Germany Holidays: Düsseldorf, the Ruhr’s front room

Düsseldorf has long been the headquarters city for the Ruhr, Germany’s powerhouse industrial region. It is the place for worker relaxation and for the spending of big industrialist salaries, which in turn patronises great arts and culture in a succession of big public galleries. It pays for eyecatching city architecture, too, and the net result is the secondmost liveable city in Germany (after Munich).

The city’s mostly pedestrianized centre is so new and modern it feels like an architect’s model. There’s Daniel Liebeskind’s curvaceous Kö-Bogen, whose ‘cuts’ in its façade sprout with greenery, and nearby Kö-Bogen II, a shopping centre disguised under beech hedges. Its most famous more traditional shopping boulevard, the ‘Kö’ – Königsallee – looks like a slice of Amsterdam, running as it does down both sides of a leafy canal, lined with flagship stores of famous names and patrolled by the unfeasibly tanned.

The old town

Beyond the Kö towards the Rhine is old Düsseldorf, a network of cobbled streets busy with bars and restaurants. There’s not a lot in the way of truly old architecture here but what it lacks in antiquity it makes up for in conviviality. The nightlife is vibrant, particularly along Bolkerstrasse, although you might want to steer clear on a football night.

The speciality of some of the old town taverns is Altbier, whose darker colour comes from the roasting of the malt. It is unpasteurised, so best drunk fresh at traditional locations like Uerige, Füchschen or Schlüssel, where the breweries themselves are directly on site. Here there’s a whole culture around drinking, mostly at convivial standing tables, where service is by middle-aged men (Köbes) who record your tally with marks on your beer mat.

Bordering the old town is the Rhine, with fully laden barges lumbering laboriously around its giant bend. Sheep graze on the floodplain on the far bank, while the near bank is lined with a long promenade, hugely popular amongst locals when the weather is kind. There are bars here, but the most dramatic view is from the top of the 240 metre Rheinturm, looking down on the river and the parliament building.

The city has a big encampment of galleries and concert halls – mostly just downriver from the old town – with a particularly large and significant art academy. No fewer than four art movements started here in the 1960s, during the time when the likes of Joseph Beuys and Gerhard Richter were students. These days its K20 art gallery has one of the biggest collection of 20th century artists – Picasso, Kandinsky, Klee, Miro, Chagall etc – of any institutions in the world.

Art in the region has always been cutting edge, but not always recognised as such. Back in the 1980s, Joseph Beuys placed five kilograms of butter in an exhibition in the art academy, and called it ‘Fat Corner’. Eventually a gallery cleaner mistakenly cleared it away. Ever since then there’s been a German saying: Ist das Kunst oder kann das weg? “Is it art, or can I throw it away?”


* [What the task asks]:
Take every line in the entries that includes the word "Code" and copy it.

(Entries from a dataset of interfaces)

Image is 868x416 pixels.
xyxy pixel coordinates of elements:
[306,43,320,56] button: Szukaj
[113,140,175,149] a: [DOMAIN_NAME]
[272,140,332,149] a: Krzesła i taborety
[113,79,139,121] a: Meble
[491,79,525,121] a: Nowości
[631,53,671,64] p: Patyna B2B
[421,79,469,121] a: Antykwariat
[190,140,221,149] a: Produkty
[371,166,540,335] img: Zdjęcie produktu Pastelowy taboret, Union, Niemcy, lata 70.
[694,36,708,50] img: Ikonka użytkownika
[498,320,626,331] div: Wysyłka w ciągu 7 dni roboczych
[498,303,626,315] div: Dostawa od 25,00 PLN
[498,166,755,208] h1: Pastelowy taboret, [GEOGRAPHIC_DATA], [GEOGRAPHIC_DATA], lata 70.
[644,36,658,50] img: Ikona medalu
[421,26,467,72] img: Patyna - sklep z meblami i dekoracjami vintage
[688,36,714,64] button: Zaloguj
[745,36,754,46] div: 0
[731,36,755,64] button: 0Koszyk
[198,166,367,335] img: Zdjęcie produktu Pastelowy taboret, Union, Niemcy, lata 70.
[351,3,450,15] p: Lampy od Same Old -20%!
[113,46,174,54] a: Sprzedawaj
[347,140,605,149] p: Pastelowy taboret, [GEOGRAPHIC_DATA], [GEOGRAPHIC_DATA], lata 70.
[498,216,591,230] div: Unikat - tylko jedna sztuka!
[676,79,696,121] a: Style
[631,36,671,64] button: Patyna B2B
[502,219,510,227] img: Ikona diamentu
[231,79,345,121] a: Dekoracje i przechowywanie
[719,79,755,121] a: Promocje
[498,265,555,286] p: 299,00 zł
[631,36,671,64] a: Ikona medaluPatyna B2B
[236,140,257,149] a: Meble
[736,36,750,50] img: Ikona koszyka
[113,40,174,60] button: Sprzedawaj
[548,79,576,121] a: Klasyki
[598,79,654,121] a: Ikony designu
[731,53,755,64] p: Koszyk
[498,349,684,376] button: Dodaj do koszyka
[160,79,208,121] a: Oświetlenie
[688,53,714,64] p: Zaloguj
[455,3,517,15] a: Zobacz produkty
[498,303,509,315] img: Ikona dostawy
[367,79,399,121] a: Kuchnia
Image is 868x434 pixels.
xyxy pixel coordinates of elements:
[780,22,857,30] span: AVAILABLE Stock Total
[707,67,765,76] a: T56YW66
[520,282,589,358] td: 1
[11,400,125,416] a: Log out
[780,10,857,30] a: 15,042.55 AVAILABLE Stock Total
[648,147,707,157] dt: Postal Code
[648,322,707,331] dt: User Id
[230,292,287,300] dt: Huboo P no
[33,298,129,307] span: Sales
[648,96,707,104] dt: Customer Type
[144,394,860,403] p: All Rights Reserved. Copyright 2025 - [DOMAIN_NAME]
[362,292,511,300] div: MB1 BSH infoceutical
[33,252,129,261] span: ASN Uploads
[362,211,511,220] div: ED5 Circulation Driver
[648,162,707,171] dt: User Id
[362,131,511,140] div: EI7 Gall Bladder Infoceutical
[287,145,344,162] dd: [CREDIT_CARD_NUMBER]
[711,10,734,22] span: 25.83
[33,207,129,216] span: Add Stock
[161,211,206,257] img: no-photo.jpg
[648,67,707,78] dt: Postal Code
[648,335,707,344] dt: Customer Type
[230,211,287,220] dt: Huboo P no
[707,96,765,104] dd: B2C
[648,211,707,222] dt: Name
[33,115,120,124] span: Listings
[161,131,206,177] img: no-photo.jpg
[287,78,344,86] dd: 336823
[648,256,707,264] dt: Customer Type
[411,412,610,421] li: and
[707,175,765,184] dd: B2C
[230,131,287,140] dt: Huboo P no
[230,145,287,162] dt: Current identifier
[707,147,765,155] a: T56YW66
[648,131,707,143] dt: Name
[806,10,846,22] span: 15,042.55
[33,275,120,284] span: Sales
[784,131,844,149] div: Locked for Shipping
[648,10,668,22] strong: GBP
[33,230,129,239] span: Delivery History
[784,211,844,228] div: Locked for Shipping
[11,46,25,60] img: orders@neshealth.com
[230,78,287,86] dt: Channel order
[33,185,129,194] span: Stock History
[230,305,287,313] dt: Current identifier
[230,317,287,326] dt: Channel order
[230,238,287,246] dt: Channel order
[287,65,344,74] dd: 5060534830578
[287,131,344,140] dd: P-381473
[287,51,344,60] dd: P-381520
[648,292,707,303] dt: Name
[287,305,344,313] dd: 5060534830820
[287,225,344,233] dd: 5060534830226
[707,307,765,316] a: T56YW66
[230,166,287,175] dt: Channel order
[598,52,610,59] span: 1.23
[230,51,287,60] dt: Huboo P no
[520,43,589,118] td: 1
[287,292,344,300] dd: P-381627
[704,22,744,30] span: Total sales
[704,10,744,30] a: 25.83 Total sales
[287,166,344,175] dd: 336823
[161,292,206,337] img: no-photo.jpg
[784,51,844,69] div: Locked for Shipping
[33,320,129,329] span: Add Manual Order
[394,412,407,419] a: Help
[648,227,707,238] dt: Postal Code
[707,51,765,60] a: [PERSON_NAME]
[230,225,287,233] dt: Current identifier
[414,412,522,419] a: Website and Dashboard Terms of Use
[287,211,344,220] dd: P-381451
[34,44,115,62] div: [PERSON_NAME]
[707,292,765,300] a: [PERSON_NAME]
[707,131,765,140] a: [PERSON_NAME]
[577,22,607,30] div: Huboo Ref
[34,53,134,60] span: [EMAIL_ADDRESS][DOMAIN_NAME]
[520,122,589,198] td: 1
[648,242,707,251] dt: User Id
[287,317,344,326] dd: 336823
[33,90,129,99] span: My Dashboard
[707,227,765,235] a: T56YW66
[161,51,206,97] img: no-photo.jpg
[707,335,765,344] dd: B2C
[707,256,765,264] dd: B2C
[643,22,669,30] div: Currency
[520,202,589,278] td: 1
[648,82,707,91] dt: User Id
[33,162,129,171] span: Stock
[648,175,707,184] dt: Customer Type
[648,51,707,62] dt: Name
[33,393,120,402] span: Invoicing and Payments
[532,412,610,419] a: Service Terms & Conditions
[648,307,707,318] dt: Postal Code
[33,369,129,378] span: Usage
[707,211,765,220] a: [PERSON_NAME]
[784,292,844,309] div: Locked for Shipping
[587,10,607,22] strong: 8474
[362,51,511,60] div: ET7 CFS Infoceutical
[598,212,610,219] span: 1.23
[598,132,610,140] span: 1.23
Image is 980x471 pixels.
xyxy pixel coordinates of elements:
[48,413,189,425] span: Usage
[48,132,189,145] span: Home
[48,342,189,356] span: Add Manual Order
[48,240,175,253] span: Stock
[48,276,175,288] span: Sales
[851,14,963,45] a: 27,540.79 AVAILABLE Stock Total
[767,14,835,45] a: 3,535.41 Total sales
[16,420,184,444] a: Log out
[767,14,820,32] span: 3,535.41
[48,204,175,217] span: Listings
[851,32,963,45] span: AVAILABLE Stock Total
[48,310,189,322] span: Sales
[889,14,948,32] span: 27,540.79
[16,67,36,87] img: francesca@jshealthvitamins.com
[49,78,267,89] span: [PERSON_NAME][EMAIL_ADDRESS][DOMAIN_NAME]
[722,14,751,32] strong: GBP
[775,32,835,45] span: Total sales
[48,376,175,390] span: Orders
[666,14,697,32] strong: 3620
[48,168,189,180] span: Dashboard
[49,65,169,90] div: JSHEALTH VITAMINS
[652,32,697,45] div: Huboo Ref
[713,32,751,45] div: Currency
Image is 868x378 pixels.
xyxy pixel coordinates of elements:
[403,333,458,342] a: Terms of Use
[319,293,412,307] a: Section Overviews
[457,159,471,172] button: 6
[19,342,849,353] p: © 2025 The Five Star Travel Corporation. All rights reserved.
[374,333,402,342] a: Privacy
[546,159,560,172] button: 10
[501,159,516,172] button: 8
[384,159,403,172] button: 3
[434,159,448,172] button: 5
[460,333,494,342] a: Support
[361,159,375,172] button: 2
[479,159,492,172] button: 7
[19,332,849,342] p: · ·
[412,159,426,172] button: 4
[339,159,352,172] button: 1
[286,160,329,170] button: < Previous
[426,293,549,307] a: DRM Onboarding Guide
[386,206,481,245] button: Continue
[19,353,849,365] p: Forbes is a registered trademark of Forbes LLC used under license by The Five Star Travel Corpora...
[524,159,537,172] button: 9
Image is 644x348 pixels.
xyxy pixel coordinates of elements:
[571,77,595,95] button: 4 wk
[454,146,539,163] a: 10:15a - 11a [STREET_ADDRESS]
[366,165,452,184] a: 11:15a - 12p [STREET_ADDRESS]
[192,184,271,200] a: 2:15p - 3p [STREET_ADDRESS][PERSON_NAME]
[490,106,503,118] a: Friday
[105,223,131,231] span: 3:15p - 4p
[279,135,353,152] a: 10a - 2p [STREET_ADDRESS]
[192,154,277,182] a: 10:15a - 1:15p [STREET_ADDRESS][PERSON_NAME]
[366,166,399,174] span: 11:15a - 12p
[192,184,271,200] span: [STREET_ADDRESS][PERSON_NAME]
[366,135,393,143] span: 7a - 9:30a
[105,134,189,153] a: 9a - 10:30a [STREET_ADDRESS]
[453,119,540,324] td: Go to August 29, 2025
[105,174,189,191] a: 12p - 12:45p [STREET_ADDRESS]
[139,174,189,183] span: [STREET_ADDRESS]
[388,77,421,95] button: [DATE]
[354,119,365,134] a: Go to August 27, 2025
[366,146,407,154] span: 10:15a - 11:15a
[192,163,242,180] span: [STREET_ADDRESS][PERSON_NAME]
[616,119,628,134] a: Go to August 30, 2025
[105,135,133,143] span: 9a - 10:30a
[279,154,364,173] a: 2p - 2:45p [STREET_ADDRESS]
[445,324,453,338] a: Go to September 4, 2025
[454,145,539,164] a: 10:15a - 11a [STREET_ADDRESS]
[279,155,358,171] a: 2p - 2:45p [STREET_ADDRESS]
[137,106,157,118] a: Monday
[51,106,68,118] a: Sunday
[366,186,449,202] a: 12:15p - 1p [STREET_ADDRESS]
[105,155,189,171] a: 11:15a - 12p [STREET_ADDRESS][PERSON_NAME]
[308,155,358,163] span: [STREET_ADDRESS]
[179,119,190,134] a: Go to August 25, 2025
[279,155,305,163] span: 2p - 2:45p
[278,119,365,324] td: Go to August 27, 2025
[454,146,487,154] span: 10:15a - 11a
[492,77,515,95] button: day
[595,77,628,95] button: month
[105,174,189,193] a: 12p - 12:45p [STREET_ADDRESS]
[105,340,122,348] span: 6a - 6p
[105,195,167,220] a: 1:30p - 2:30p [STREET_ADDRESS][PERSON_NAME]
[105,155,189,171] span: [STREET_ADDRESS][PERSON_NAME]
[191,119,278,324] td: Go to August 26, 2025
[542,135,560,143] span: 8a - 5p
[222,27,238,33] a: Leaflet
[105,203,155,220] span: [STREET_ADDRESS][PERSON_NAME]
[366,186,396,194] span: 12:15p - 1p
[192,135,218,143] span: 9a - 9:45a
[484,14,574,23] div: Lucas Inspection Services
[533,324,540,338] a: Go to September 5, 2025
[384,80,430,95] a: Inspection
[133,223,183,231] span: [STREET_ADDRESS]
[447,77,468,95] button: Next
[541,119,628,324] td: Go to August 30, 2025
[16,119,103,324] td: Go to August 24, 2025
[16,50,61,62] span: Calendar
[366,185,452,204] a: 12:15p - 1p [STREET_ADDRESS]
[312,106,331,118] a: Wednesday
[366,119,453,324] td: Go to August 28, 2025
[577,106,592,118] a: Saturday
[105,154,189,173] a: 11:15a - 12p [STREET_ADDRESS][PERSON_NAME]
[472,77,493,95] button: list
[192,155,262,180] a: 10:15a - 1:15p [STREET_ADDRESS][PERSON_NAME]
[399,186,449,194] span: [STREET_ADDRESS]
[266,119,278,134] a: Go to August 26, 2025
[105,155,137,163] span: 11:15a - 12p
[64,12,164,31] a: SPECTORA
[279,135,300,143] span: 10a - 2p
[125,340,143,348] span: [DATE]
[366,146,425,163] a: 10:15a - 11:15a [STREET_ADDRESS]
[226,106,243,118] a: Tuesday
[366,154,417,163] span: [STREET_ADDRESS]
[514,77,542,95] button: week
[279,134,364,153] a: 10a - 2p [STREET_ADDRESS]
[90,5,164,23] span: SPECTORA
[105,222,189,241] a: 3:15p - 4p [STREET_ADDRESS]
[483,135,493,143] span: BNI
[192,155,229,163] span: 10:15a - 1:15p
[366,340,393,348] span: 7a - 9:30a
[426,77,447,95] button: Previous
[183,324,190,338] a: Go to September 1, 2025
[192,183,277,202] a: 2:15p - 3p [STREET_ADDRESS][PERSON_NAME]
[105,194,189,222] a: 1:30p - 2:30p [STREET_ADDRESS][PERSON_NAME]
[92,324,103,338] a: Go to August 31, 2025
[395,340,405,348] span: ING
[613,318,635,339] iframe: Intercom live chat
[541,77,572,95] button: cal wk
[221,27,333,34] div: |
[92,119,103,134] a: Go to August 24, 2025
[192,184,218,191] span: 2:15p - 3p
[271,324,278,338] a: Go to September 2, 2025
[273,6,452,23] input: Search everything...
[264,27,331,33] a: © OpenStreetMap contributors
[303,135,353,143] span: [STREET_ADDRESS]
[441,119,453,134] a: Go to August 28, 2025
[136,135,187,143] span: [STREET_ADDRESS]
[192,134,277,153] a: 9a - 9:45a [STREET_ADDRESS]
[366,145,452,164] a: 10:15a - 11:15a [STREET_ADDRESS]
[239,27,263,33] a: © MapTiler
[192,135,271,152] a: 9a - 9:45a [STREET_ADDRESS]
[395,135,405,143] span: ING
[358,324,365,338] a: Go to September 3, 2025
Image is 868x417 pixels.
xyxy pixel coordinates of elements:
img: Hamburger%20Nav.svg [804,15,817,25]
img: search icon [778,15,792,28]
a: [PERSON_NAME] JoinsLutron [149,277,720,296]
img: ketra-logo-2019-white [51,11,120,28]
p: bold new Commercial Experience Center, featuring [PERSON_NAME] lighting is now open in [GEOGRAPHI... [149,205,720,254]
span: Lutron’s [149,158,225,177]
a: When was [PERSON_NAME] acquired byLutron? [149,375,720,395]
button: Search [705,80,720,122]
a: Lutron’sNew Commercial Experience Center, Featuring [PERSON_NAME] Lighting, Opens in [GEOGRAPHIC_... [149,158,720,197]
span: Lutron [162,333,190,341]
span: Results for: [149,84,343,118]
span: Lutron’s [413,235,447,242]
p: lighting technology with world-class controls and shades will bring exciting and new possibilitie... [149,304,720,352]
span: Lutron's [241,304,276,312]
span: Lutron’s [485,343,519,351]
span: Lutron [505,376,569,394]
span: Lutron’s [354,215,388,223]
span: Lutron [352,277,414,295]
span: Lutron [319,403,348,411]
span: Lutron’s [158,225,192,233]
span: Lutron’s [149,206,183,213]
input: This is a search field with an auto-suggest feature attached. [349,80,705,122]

* [Reply]:
[648,147,707,157] dt: Postal Code
[648,67,707,78] dt: Postal Code
[648,227,707,238] dt: Postal Code
[648,307,707,318] dt: Postal Code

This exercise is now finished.